Now I’m a very down-to-earth person. I like a good laugh and a couple of pints but I like to know that North is North and that a puddle is a puddle. No such thing. I find myself  – and frankly I had trouble believing it too, so I understand your doubting Thomas faces, but I find myself tumbling down an incredibly long tunnel. Yeah, sure I’d read Alice in Wonderland, and I did question its influence but honestly I was hurtling down into the earth, great big clods of rock rushing past me and no white rabbit in sight.

I give up thinking at this point, switch off my brain and just go with the fall. Nothing else to be done.

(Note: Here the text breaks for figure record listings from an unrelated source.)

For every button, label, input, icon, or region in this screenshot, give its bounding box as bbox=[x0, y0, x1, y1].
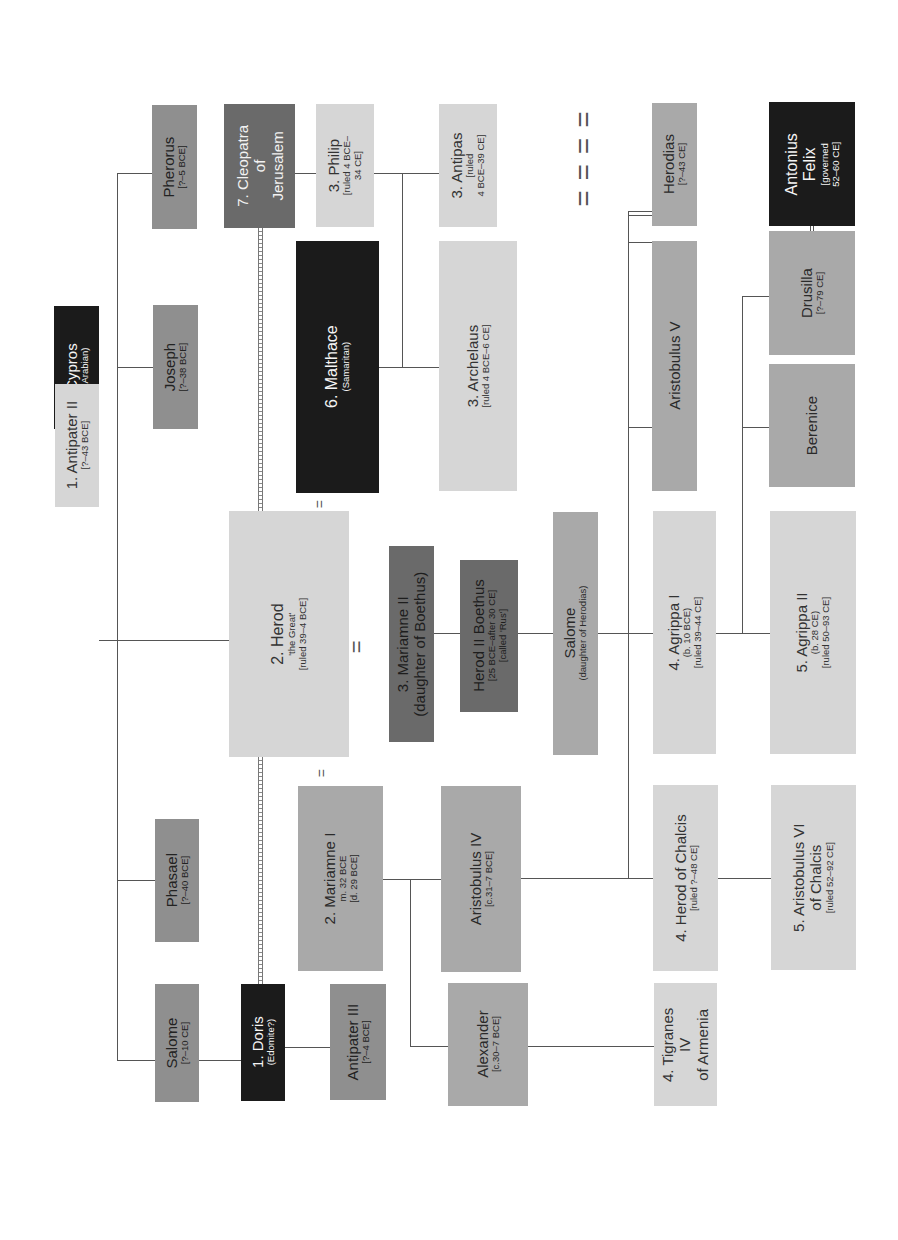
name: 3. Philip bbox=[325, 139, 342, 192]
person-malthace: 6. Malthace(Samaritan) bbox=[296, 241, 379, 493]
person-agrippa-ii: 5. Agrippa II(b. 28 CE)[ruled 50–93 CE] bbox=[770, 511, 856, 754]
person-herodias: Herodias[?–43 CE] bbox=[652, 103, 697, 226]
marriage-symbol-herod-mariamne-i: = bbox=[314, 769, 328, 777]
name: Drusilla bbox=[798, 268, 815, 318]
connector-aristobulus-iv-children bbox=[628, 211, 629, 879]
name: Salome bbox=[561, 608, 578, 659]
realm: of Armenia bbox=[694, 1009, 711, 1081]
person-aristobulus-iv: Aristobulus IV[c.31–7 BCE] bbox=[441, 786, 521, 972]
connector-salome-doris bbox=[199, 1060, 241, 1061]
person-antipater-iii: Antipater III[?–4 BCE] bbox=[330, 984, 386, 1100]
dates: [?–10 CE] bbox=[180, 1022, 191, 1064]
person-antonius-felix: AntoniusFelix[governed52–60 CE] bbox=[769, 102, 855, 226]
connector-alexander bbox=[410, 1046, 448, 1047]
person-phasael: Phasael[?–40 BCE] bbox=[155, 819, 199, 942]
dates: [?–4 BCE] bbox=[361, 1020, 372, 1063]
person-mariamne-ii: 3. Mariamne II(daughter of Boethus) bbox=[389, 546, 434, 742]
parentage: (daughter of Boethus) bbox=[412, 571, 429, 716]
connector-antipater-herod bbox=[99, 640, 229, 641]
name: 3. Mariamne II bbox=[394, 596, 411, 692]
died: [d. 29 BCE] bbox=[349, 854, 360, 903]
person-philip: 3. Philip[ruled 4 BCE–34 CE] bbox=[316, 104, 374, 227]
person-herod-ii-boethus: Herod II Boethus[25 BCE–after 30 CE][cal… bbox=[460, 560, 518, 712]
reign: [ruled 50–93 CE] bbox=[822, 597, 833, 668]
connector-alexander-tigranes bbox=[528, 1046, 654, 1047]
name: 3. Archelaus bbox=[464, 325, 481, 408]
connector-herod-ii-salome bbox=[518, 633, 553, 634]
connector-herod-chalcis-aristobulus-vi bbox=[718, 878, 771, 879]
person-alexander: Alexander[c.30–7 BCE] bbox=[448, 983, 528, 1106]
dates: [?–5 BCE] bbox=[178, 145, 189, 188]
nickname: [called 'Rus'] bbox=[498, 609, 509, 662]
connector-aristobulus-v bbox=[628, 427, 652, 428]
connector-herodias-2 bbox=[628, 215, 652, 216]
person-mariamne-i: 2. Mariamne Im. 32 BCE[d. 29 BCE] bbox=[298, 786, 383, 971]
reign: [ruled 39–4 BCE] bbox=[298, 598, 309, 670]
name: 4. Agrippa I bbox=[665, 595, 682, 671]
connector-salome-sister bbox=[117, 1060, 155, 1061]
reign: [ruled 39–44 CE] bbox=[693, 597, 704, 668]
person-salome-sister: Salome[?–10 CE] bbox=[155, 984, 199, 1102]
origin: (Samaritan) bbox=[341, 342, 352, 392]
connector-pherorus bbox=[117, 173, 152, 174]
name: Herod II Boethus bbox=[469, 580, 486, 693]
parentage: (daughter of Herodias) bbox=[579, 586, 590, 681]
name-place: Jerusalem bbox=[268, 131, 285, 200]
dates: [c.31–7 BCE] bbox=[484, 851, 495, 907]
marriage-line-herod-doris bbox=[258, 757, 263, 984]
connector-phasael bbox=[117, 880, 155, 881]
surname: Felix bbox=[801, 147, 819, 181]
person-doris: 1. Doris(Edomite?) bbox=[241, 984, 285, 1101]
person-salome-daughter: Salome(daughter of Herodias) bbox=[553, 512, 598, 755]
name: 6. Malthace bbox=[323, 326, 341, 409]
name: 1. Antipater II bbox=[63, 401, 80, 489]
dates: [?–79 CE] bbox=[815, 272, 826, 314]
dates: [c.30–7 BCE] bbox=[491, 1017, 502, 1073]
name: Aristobulus IV bbox=[467, 833, 484, 926]
name: 5. Agrippa II bbox=[793, 592, 810, 672]
name: 2. Herod bbox=[269, 603, 287, 664]
regnal-number: IV bbox=[677, 1037, 694, 1051]
name: 4. Tigranes bbox=[660, 1007, 677, 1081]
reign-end: 34 CE] bbox=[354, 151, 365, 180]
person-tigranes-iv: 4. TigranesIVof Armenia bbox=[654, 983, 717, 1106]
name: 7. Cleopatra bbox=[234, 125, 251, 207]
name: Pherorus bbox=[160, 137, 177, 198]
connector-agrippa-i-ii bbox=[716, 633, 770, 634]
governed-dates: 52–60 CE] bbox=[830, 142, 841, 187]
connector-doris-antipater-iii bbox=[285, 1047, 330, 1048]
reign: 4 BCE–39 CE] bbox=[477, 135, 488, 197]
marriage-symbol-antipas-herodias: ==== bbox=[569, 111, 597, 216]
person-berenice: Berenice bbox=[769, 364, 855, 487]
connector-aristobulus-v-top bbox=[628, 242, 652, 243]
connector-agrippa-i-children bbox=[742, 296, 743, 633]
realm: of Chalcis bbox=[808, 845, 825, 911]
name: Phasael bbox=[163, 853, 180, 907]
connector-mariamne-ii-herod-ii bbox=[434, 633, 460, 634]
connector-joseph bbox=[117, 367, 153, 368]
dates: [?–43 CE] bbox=[678, 143, 689, 185]
born: (b. 10 BCE) bbox=[682, 608, 693, 658]
connector-philip-antipas bbox=[374, 173, 439, 174]
person-pherorus: Pherorus[?–5 BCE] bbox=[152, 105, 197, 229]
connector-salome-agrippa-i bbox=[598, 633, 653, 634]
name-of: of bbox=[251, 160, 268, 173]
person-aristobulus-v: Aristobulus V bbox=[652, 241, 697, 491]
name: 3. Antipas bbox=[448, 133, 465, 199]
connector-cleopatra-philip bbox=[295, 173, 316, 174]
reign: [ruled ?–48 CE] bbox=[689, 845, 700, 911]
reign: [ruled 52–92 CE] bbox=[825, 842, 836, 913]
name: Aristobulus V bbox=[666, 322, 683, 410]
reign: [ruled 4 BCE–6 CE] bbox=[481, 325, 492, 408]
connector-antipater-children bbox=[117, 173, 118, 1060]
person-antipas: 3. Antipas[ruled4 BCE–39 CE] bbox=[439, 104, 497, 227]
connector-aristobulus-iv-herod-chalcis bbox=[521, 878, 653, 879]
dates: [?–43 BCE] bbox=[80, 421, 91, 470]
name: 2. Mariamne I bbox=[321, 833, 338, 925]
name: Berenice bbox=[803, 396, 820, 455]
connector-mariamne-i-trunk bbox=[410, 879, 411, 1047]
person-archelaus: 3. Archelaus[ruled 4 BCE–6 CE] bbox=[439, 241, 517, 491]
name: 5. Aristobulus VI bbox=[791, 823, 808, 931]
name: 1. Doris bbox=[249, 1017, 266, 1069]
person-cleopatra: 7. CleopatraofJerusalem bbox=[224, 104, 295, 228]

And when I finally reach the ground – I cross my heart – I’m standing in the puddle and this time it’s just a puddle, a couple of inches deep, a little bit murky.

And since then things have shifted a bit. Can’t quite define it. People come up to me and they pat me on the shoulder and say, ‘You understand, you’ve been there.’ Truth is I don’t really know where ‘there’ is. But they’re spot on, you know, I do totally understand.